Facebook surges but Nielsen says situation could quickly change

NEW YORK - Usage of Facebook surged dramatically in the last year, as Twitter exploded on the scene and MySpace suffered a decline, but Nielsen Online warned that dramatic growth was no guard against suddenly falling out of favour with consumers.

The number of minutes spent on Facebook in the last year leapt 700%. MySpace fell 31% but remains the top site for video.

In the US alone, total minutes spent on social networking sites has increased 83% year over year. That growth was led by Facebook as it grew from 1.7bn minutes in April 2008 to 13.9bn in April 2009, making it the number one social networking site for the month.

Facebook was firmly ensconced in the number one spot followed by MySpace, the Google-owned Blogger, Tagged.com and Twitter, which saw explosive growth in the last 12 months as it jumped into fifth place.

While Facebook rules in the social networking space (April was the fourth month in a row that Facebook held the top spot in both unique visitors and total minutes) MySpace has been winning in online video.

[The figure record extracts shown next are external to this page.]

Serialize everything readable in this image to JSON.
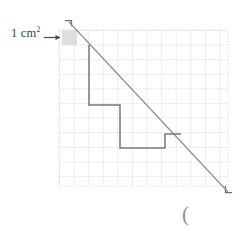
{
  "figure": {
    "unit_label_text": "1 cm",
    "unit_label_exponent": "2",
    "arrow_icon": "right-arrow-icon",
    "paren_text": "(",
    "corner_mark_top_left": "corner-bracket-top-left",
    "corner_mark_bottom_right": "corner-bracket-bottom-right",
    "colors": {
      "grid_line": "#d9d9e2",
      "grid_dot": "#c9c9d4",
      "diagonal_line": "#8a8a8a",
      "staircase_line": "#7a7a7a",
      "shaded_cell": "#dcdcdc",
      "text": "#3f3f3f",
      "corner_mark": "#6e6e6e"
    }
  },
  "chart_data": {
    "type": "line",
    "title": "",
    "subtitle": "",
    "xlabel": "",
    "ylabel": "",
    "grid": true,
    "legend_position": "none",
    "annotations": [
      {
        "text": "1 cm²",
        "target": "shaded unit square at grid cell (0,0)",
        "arrow": "right"
      },
      {
        "text": "(",
        "target": "below figure, bottom right"
      }
    ],
    "grid_geometry": {
      "cell_size_px": 14.6,
      "x_left_px": 59,
      "x_right_px": 228,
      "y_top_px": 30,
      "y_bottom_px": 186,
      "columns": 11.5,
      "rows": 10.5
    },
    "shaded_unit_square": {
      "x": 62,
      "y": 30,
      "width": 15,
      "height": 15,
      "area_label": "1 cm²"
    },
    "series": [
      {
        "name": "diagonal-reference-line",
        "type": "line",
        "points": [
          [
            69,
            22
          ],
          [
            228,
            192
          ]
        ]
      },
      {
        "name": "staircase-outline",
        "type": "line",
        "points": [
          [
            89,
            45
          ],
          [
            89,
            105
          ],
          [
            120,
            105
          ],
          [
            120,
            148
          ],
          [
            165,
            148
          ],
          [
            165,
            134
          ],
          [
            181,
            134
          ]
        ]
      }
    ],
    "corner_marks": [
      {
        "name": "top-left",
        "x": 69,
        "y": 21
      },
      {
        "name": "bottom-right",
        "x": 228,
        "y": 191
      }
    ]
  }
}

With 120.8m video streams, Myspace.com is the undisputed king when it comes to social networking destinations when ranked by streams and total minutes spent viewing video -- giving some cheer to new MySpace CEO Owen Van Natta.

MySpace visitors spent 384m minutes viewing video on the site, with an average of 38.8m per viewer.

In comparison, Facebook visitors spent only 113.5m minutes viewing video in April, with an average of 11.2 m per video viewer.

However, despite the impressive growth of Facebook and Twitter Nielsen warned that both services could find themselves quickly replaced as users move on to the next big thing as has happened to rival services in the past.

Jon Gibs, vice president, online media and agency insights, at Nielsen Online, said: "The one thing that is clear about social networking is that regardless of how fast a site is growing or how big it is, it can quickly fall out of favour with consumers.

"Remember Friendster? Remember when MySpace was an unbeatable force? Neither Facebook nor Twitter are immune.

"Consumers have shown that they are willing to pick up their networks and move them to another platform, seemingly at a moment's notice."